From Sanskrit plaque entrance to a medal room : Inside Neeraj Chopra’s ₹30-crore home in Khandra
The exterior is white and beige, simple and clean, with just enough warmth from touches of red and brown to keep it from feeling cold.

- Jun 2, 2026,
- Updated Jun 2, 2026 2:58 PM IST
Most people who win Olympic gold move on. Bigger city, better address, a life that matches the posters.
Neeraj Chopra never quite did that. India's first Olympic gold medallist in athletics still comes home to Khandra — a small village in Panipat district, Haryana, where he grew up, where his family still is, and where he has built a three-storey bungalow now valued at around ₹30 crore, according to media reports.
The exterior is white and beige, simple and clean, with just enough warmth from touches of red and brown to keep it from feeling cold. At the entrance, a golden "Chopra" nameplate. Beside it, a black plaque with a Sanskrit inscription — "Vasudhaiva Kutumbakam."
Inside, the rooms are uncluttered. The living area has brown sofas, cream curtains, and natural light. Nothing about it screams wealth. The garden outside is generous — full of trees and plants, with outdoor seating and a black swing.

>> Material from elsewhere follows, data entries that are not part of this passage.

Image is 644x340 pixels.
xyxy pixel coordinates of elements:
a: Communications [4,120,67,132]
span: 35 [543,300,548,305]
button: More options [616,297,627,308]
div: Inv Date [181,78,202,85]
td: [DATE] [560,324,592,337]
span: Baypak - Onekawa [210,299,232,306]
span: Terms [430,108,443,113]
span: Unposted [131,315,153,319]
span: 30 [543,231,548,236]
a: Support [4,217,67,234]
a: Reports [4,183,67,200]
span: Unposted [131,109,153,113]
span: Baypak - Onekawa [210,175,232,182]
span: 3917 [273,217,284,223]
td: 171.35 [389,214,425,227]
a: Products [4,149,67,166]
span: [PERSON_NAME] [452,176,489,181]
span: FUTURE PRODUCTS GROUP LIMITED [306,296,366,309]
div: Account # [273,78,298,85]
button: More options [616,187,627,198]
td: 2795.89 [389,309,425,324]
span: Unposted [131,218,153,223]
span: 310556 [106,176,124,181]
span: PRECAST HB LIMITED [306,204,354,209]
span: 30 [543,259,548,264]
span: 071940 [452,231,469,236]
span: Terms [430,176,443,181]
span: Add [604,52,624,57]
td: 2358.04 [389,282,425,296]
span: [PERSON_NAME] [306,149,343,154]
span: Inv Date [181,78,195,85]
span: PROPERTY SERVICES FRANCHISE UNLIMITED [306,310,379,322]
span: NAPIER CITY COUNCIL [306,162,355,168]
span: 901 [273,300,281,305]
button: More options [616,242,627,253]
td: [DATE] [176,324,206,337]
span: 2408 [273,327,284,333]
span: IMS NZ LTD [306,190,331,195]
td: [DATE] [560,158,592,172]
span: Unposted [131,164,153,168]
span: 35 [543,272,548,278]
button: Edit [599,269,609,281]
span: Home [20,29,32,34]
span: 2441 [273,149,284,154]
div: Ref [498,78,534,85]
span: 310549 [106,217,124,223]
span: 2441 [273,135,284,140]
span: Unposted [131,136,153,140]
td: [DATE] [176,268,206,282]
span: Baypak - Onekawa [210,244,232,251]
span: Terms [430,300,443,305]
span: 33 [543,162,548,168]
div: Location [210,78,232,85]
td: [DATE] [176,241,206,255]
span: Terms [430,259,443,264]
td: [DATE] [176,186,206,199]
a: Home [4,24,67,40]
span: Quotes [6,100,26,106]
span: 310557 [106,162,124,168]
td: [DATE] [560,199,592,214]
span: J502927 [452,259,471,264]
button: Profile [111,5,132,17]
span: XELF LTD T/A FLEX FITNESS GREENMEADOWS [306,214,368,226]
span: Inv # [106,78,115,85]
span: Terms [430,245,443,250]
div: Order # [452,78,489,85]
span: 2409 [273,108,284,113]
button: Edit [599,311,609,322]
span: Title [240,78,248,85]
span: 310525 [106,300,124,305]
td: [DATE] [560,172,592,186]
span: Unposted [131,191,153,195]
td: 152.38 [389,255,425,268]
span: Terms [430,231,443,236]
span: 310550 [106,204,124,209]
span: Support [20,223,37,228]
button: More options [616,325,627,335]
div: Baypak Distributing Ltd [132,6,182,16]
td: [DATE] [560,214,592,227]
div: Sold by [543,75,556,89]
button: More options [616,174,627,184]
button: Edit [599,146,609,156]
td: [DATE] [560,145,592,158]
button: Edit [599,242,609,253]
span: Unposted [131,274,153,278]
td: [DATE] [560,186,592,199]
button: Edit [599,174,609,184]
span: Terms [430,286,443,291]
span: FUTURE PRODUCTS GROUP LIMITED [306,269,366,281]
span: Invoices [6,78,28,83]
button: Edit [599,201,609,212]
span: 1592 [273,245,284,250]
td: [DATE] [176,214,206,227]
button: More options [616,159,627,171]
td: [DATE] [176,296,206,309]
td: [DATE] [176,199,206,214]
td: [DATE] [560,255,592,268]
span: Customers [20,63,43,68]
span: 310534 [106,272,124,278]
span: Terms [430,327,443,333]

Then there is the trophy room.
It is the one space in the house where the scale of what Chopra has achieved truly lands.
The garage has filled up too — a Range Rover Sport, a Ford Mustang GT, a Toyota Fortuner, a Harley-Davidson 1200 Roadster, a Bajaj Pulsar, and a tractor.

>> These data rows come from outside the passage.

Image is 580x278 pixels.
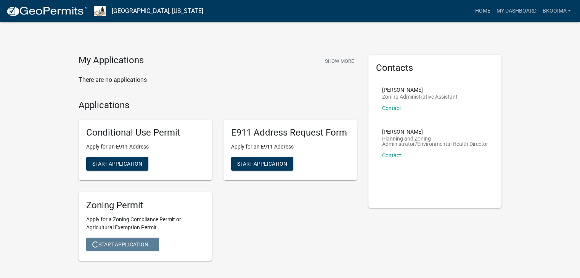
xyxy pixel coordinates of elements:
[382,153,401,159] a: Contact
[493,4,539,18] a: My Dashboard
[231,127,349,138] h5: E911 Address Request Form
[86,143,204,151] p: Apply for an E911 Address
[86,200,204,211] h5: Zoning Permit
[231,157,293,171] button: Start Application
[112,5,203,18] a: [GEOGRAPHIC_DATA], [US_STATE]
[382,136,488,147] p: Planning and Zoning Administrator/Environmental Health Director
[539,4,574,18] a: bkooima
[322,55,357,67] button: Show More
[382,129,488,135] p: [PERSON_NAME]
[86,157,148,171] button: Start Application
[237,161,287,167] span: Start Application
[382,94,458,100] p: Zoning Administrative Assistant
[231,143,349,151] p: Apply for an E911 Address
[86,127,204,138] h5: Conditional Use Permit
[79,76,357,85] p: There are no applications
[79,100,357,267] wm-workflow-list-section: Applications
[79,100,357,111] h4: Applications
[79,55,144,66] h4: My Applications
[86,216,204,232] p: Apply for a Zoning Compliance Permit or Agricultural Exemption Permit
[92,241,153,247] span: Start Application...
[92,161,142,167] span: Start Application
[376,63,494,74] h5: Contacts
[472,4,493,18] a: Home
[94,6,106,16] img: Sioux County, Iowa
[382,105,401,111] a: Contact
[86,238,159,252] button: Start Application...
[382,87,458,93] p: [PERSON_NAME]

But people who have spent time around Chopra tend to bring up none of this. What they mention instead is how little he has changed. The village is not a backdrop he uses for interviews. The family is not a talking point. It is just his life, the same one he had before the medals, running alongside everything that came after.

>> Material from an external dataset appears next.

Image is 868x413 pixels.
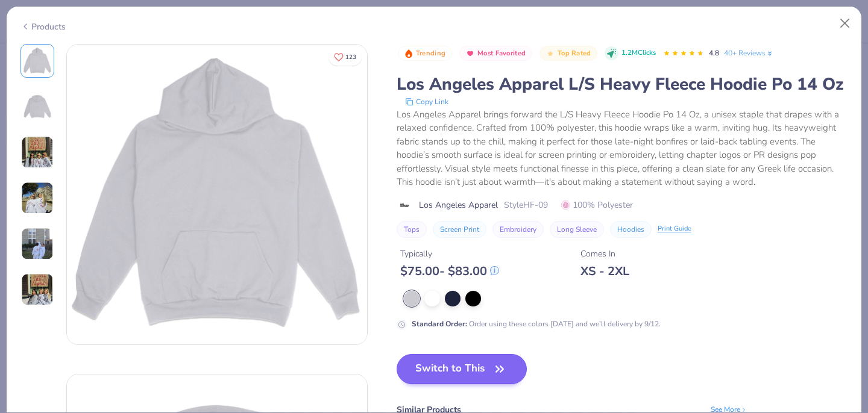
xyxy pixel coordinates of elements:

His home in Khandra holds all of it together — the trophies and the swing, the Mustang and the tractor, the gold medal and the Sanskrit plaque at the front door. It is not trying to tell you a story. It just does.
Most people who win Olympic gold move on. Bigger city, better address, a life that matches the posters.
Neeraj Chopra never quite did that. India's first Olympic gold medallist in athletics still comes home to Khandra — a small village in Panipat district, Haryana, where he grew up, where his family still is, and where he has built a three-storey bungalow now valued at around ₹30 crore, according to media reports.
The exterior is white and beige, simple and clean, with just enough warmth from touches of red and brown to keep it from feeling cold. At the entrance, a golden "Chopra" nameplate. Beside it, a black plaque with a Sanskrit inscription — "Vasudhaiva Kutumbakam."
Inside, the rooms are uncluttered. The living area has brown sofas, cream curtains, and natural light. Nothing about it screams wealth. The garden outside is generous — full of trees and plants, with outdoor seating and a black swing.
Then there is the trophy room.
It is the one space in the house where the scale of what Chopra has achieved truly lands.
The garage has filled up too — a Range Rover Sport, a Ford Mustang GT, a Toyota Fortuner, a Harley-Davidson 1200 Roadster, a Bajaj Pulsar, and a tractor.
But people who have spent time around Chopra tend to bring up none of this. What they mention instead is how little he has changed. The village is not a backdrop he uses for interviews. The family is not a talking point. It is just his life, the same one he had before the medals, running alongside everything that came after.
His home in Khandra holds all of it together — the trophies and the swing, the Mustang and the tractor, the gold medal and the Sanskrit plaque at the front door. It is not trying to tell you a story. It just does.